I had been interested in the ideal of the UN since a small child. When I was about 7 I saw a film about UNICEF in Sunday School. We didn't have a TV so any film was a big hit. This one had the additional attraction of Danny Kaye as a UNICEF ambassador. As a teen I looked up material about the UN in the public library. Not really in depth study, I'm afraid - just to get a sense what it was about.

An almost chance visit to USSR in the '70's was an epiphany of how people were equally human everywhere - something that should have been obvious, but I had fallen into the "us and them" trap, picturing them as gray robots. They weren't.

My work involved environmental issues. When If You Love This Planet came along I figured nuclear war was the ultimate environmental disaster and pointless human tragedy and I should do something. I was one of a group of women in a rural area outside of Hamilton who formed the Flamborough Peace Group. We spoke at schools, went on marches, had displays at the local fair. And somewhere along the line I ran into Hanna - possibly at Hamilton peace marshes or Hamilton UNA.

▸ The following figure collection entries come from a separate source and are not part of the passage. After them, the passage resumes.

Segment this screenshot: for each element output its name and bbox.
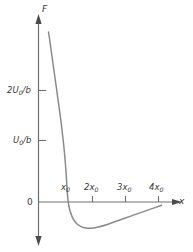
y-tick-2U0b-pre: 2U [7,85,19,95]
y-tick-label-2U0-over-b: 2U0/b [7,86,31,95]
y-axis-arrow-down [35,236,41,246]
x-tick-4x0-main: 4x [149,182,159,192]
y-tick-U0b-sub: 0 [19,139,23,146]
plot-canvas [0,0,193,252]
x-tick-4x0-sub: 0 [159,186,163,193]
x-tick-3x0-main: 3x [117,182,127,192]
y-axis-label: F [42,5,47,14]
x-tick-x0-sub: 0 [66,186,70,193]
x-tick-3x0-sub: 0 [127,186,131,193]
x-tick-2x0-main: 2x [84,182,94,192]
force-vs-distance-figure: F x 0 2U0/b U0/b x0 2x0 3x0 4x0 [0,0,193,252]
y-tick-2U0b-post: /b [23,85,31,95]
x-tick-label-x0: x0 [61,183,70,192]
x-tick-label-2x0: 2x0 [84,183,98,192]
origin-tick-label: 0 [27,198,33,207]
force-curve [49,32,162,228]
y-tick-label-U0-over-b: U0/b [13,136,31,145]
x-tick-label-3x0: 3x0 [117,183,131,192]
x-axis-label: x [179,197,184,206]
y-tick-2U0b-sub: 0 [19,89,23,96]
y-axis-arrow-up [35,14,41,24]
x-tick-label-4x0: 4x0 [149,183,163,192]
x-tick-2x0-sub: 0 [94,186,98,193]
y-tick-U0b-post: /b [23,135,31,145]
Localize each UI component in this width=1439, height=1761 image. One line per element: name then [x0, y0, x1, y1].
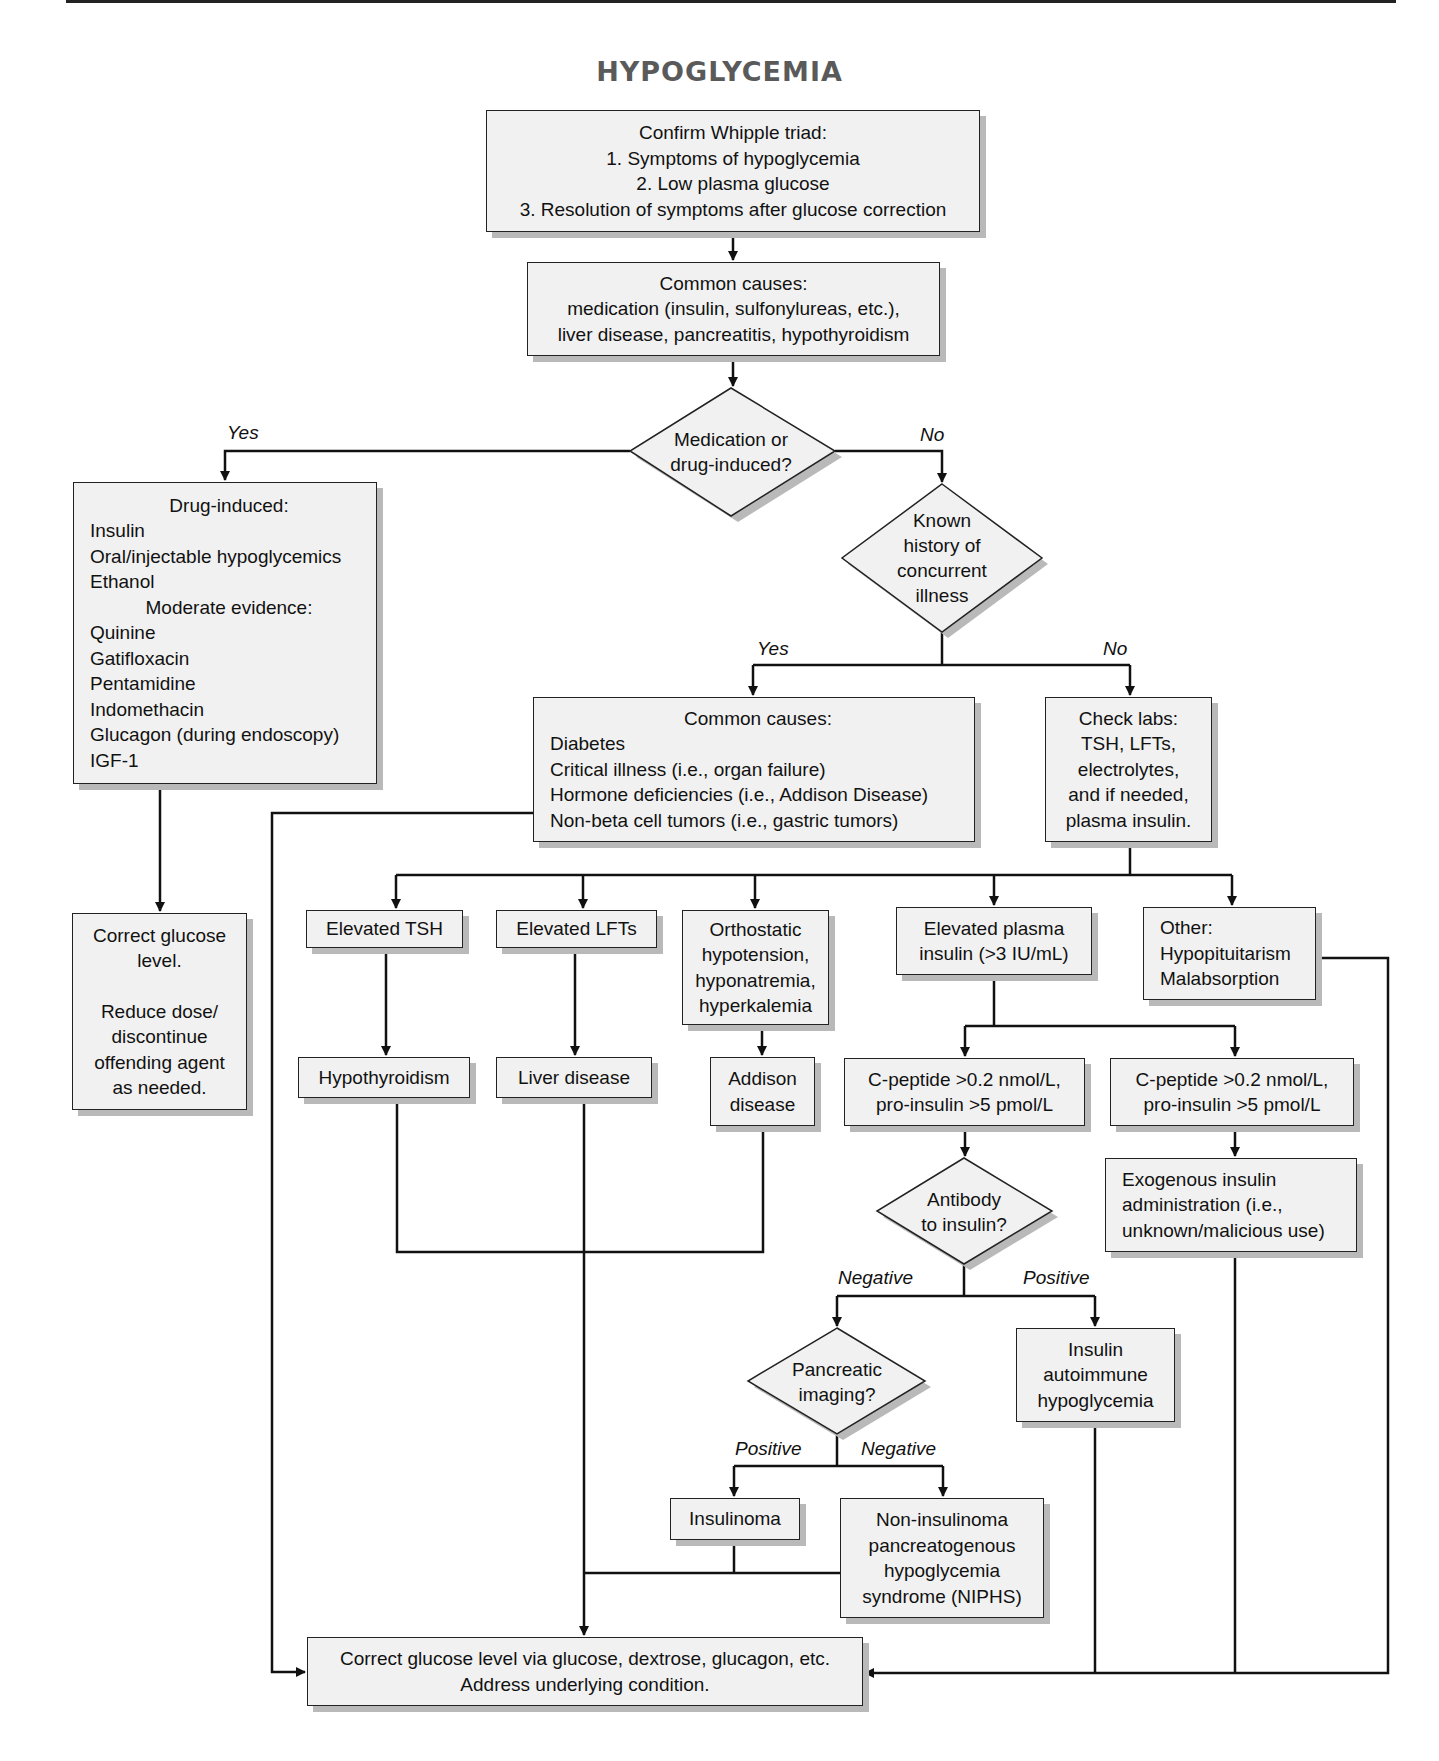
node-text: pro-insulin >5 pmol/L — [1144, 1092, 1321, 1118]
node-heading: Common causes: — [684, 706, 832, 732]
list-item: Hormone deficiencies (i.e., Addison Dise… — [550, 782, 928, 808]
elevated-insulin-box: Elevated plasma insulin (>3 IU/mL) — [896, 907, 1092, 975]
node-text: C-peptide >0.2 nmol/L, — [868, 1067, 1061, 1093]
node-text: hyperkalemia — [699, 993, 812, 1019]
node-text: insulin (>3 IU/mL) — [919, 941, 1068, 967]
list-item: Gatifloxacin — [90, 646, 189, 672]
node-text: Elevated TSH — [326, 916, 443, 942]
list-item: Quinine — [90, 620, 156, 646]
node-text: autoimmune — [1043, 1362, 1148, 1388]
decision-history: Known history of concurrent illness — [897, 508, 987, 608]
node-text: medication (insulin, sulfonylureas, etc.… — [567, 296, 900, 322]
node-text: Confirm Whipple triad: — [639, 120, 827, 146]
node-text: Medication or — [670, 427, 791, 452]
node-text: 2. Low plasma glucose — [636, 171, 829, 197]
orthostatic-box: Orthostatic hypotension, hyponatremia, h… — [682, 910, 829, 1025]
node-text: drug-induced? — [670, 452, 791, 477]
node-text: disease — [730, 1092, 796, 1118]
list-item: IGF-1 — [90, 748, 139, 774]
node-text: Hypopituitarism — [1160, 941, 1291, 967]
list-item: Ethanol — [90, 569, 154, 595]
list-item: Critical illness (i.e., organ failure) — [550, 757, 826, 783]
node-text: level. — [137, 948, 181, 974]
list-item: Oral/injectable hypoglycemics — [90, 544, 341, 570]
node-text: Check labs: — [1079, 706, 1178, 732]
common-causes-mid-box: Common causes: Diabetes Critical illness… — [533, 697, 975, 842]
edge-label-negative: Negative — [861, 1438, 936, 1460]
node-text: discontinue — [111, 1024, 207, 1050]
edge-label-yes: Yes — [757, 638, 789, 660]
decision-medication: Medication or drug-induced? — [670, 427, 791, 477]
node-text: as needed. — [112, 1075, 206, 1101]
node-text: Pancreatic — [792, 1357, 882, 1382]
list-item: Indomethacin — [90, 697, 204, 723]
node-text: Malabsorption — [1160, 966, 1279, 992]
node-text: Orthostatic — [710, 917, 802, 943]
cpeptide-box-b: C-peptide >0.2 nmol/L, pro-insulin >5 pm… — [1110, 1058, 1354, 1126]
node-text: 1. Symptoms of hypoglycemia — [606, 146, 859, 172]
drug-induced-box: Drug-induced: Insulin Oral/injectable hy… — [73, 482, 377, 784]
insulin-autoimmune-box: Insulin autoimmune hypoglycemia — [1016, 1328, 1175, 1422]
node-text: illness — [897, 583, 987, 608]
node-text: Correct glucose — [93, 923, 226, 949]
node-text: Other: — [1160, 915, 1213, 941]
node-text: TSH, LFTs, — [1081, 731, 1176, 757]
node-text: Liver disease — [518, 1065, 630, 1091]
node-text: offending agent — [94, 1050, 225, 1076]
other-causes-box: Other: Hypopituitarism Malabsorption — [1143, 907, 1316, 1000]
node-text: Hypothyroidism — [319, 1065, 450, 1091]
node-text: Elevated plasma — [924, 916, 1064, 942]
node-text: hypoglycemia — [884, 1558, 1000, 1584]
node-text: Insulinoma — [689, 1506, 781, 1532]
node-text: 3. Resolution of symptoms after glucose … — [520, 197, 947, 223]
node-text: Insulin — [1068, 1337, 1123, 1363]
cpeptide-box-a: C-peptide >0.2 nmol/L, pro-insulin >5 pm… — [844, 1058, 1085, 1126]
node-text: concurrent — [897, 558, 987, 583]
edge-label-no: No — [1103, 638, 1127, 660]
hypothyroidism-box: Hypothyroidism — [298, 1057, 470, 1098]
decision-imaging: Pancreatic imaging? — [792, 1357, 882, 1407]
elevated-tsh-box: Elevated TSH — [306, 910, 463, 948]
node-text: hypoglycemia — [1037, 1388, 1153, 1414]
node-text: hyponatremia, — [695, 968, 815, 994]
node-text: Antibody — [921, 1187, 1007, 1212]
list-item: Glucagon (during endoscopy) — [90, 722, 339, 748]
edge-label-yes: Yes — [227, 422, 259, 444]
node-text: plasma insulin. — [1066, 808, 1192, 834]
node-text: administration (i.e., — [1122, 1192, 1283, 1218]
node-text: Reduce dose/ — [101, 999, 218, 1025]
node-text: syndrome (NIPHS) — [862, 1584, 1021, 1610]
node-text: Elevated LFTs — [516, 916, 636, 942]
node-text: imaging? — [792, 1382, 882, 1407]
node-text: to insulin? — [921, 1212, 1007, 1237]
node-text: Address underlying condition. — [460, 1672, 709, 1698]
node-text: Non-insulinoma — [876, 1507, 1008, 1533]
node-text: history of — [897, 533, 987, 558]
node-text: Correct glucose level via glucose, dextr… — [340, 1646, 830, 1672]
edge-label-positive: Positive — [1023, 1267, 1090, 1289]
node-text: Known — [897, 508, 987, 533]
node-text: Exogenous insulin — [1122, 1167, 1276, 1193]
node-heading: Drug-induced: — [169, 493, 288, 519]
correct-glucose-left-box: Correct glucose level. Reduce dose/ disc… — [72, 913, 247, 1110]
list-item: Non-beta cell tumors (i.e., gastric tumo… — [550, 808, 898, 834]
insulinoma-box: Insulinoma — [670, 1498, 800, 1540]
node-text: unknown/malicious use) — [1122, 1218, 1325, 1244]
node-text: Addison — [728, 1066, 797, 1092]
addison-disease-box: Addison disease — [710, 1057, 815, 1126]
node-text: and if needed, — [1068, 782, 1188, 808]
decision-antibody: Antibody to insulin? — [921, 1187, 1007, 1237]
elevated-lfts-box: Elevated LFTs — [496, 910, 657, 948]
node-text: hypotension, — [702, 942, 810, 968]
check-labs-box: Check labs: TSH, LFTs, electrolytes, and… — [1045, 697, 1212, 842]
node-subheading: Moderate evidence: — [146, 595, 313, 621]
list-item: Diabetes — [550, 731, 625, 757]
edge-label-negative: Negative — [838, 1267, 913, 1289]
node-text: liver disease, pancreatitis, hypothyroid… — [558, 322, 910, 348]
niphs-box: Non-insulinoma pancreatogenous hypoglyce… — [840, 1498, 1044, 1618]
list-item: Insulin — [90, 518, 145, 544]
node-text: C-peptide >0.2 nmol/L, — [1136, 1067, 1329, 1093]
node-text: pro-insulin >5 pmol/L — [876, 1092, 1053, 1118]
common-causes-top-box: Common causes: medication (insulin, sulf… — [527, 262, 940, 356]
liver-disease-box: Liver disease — [496, 1057, 652, 1098]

I don't remember anything about the occasion of deciding to join WFC but it did eventually dawn on me that it would be much harder to convince countries to disarm if there were no alternative dispute settling mechanism, some sort of democratic global structure and international law, some way to meet and talk and to see others as fellow global citizens. World Federalists of Canada was and is working to make that dream come true.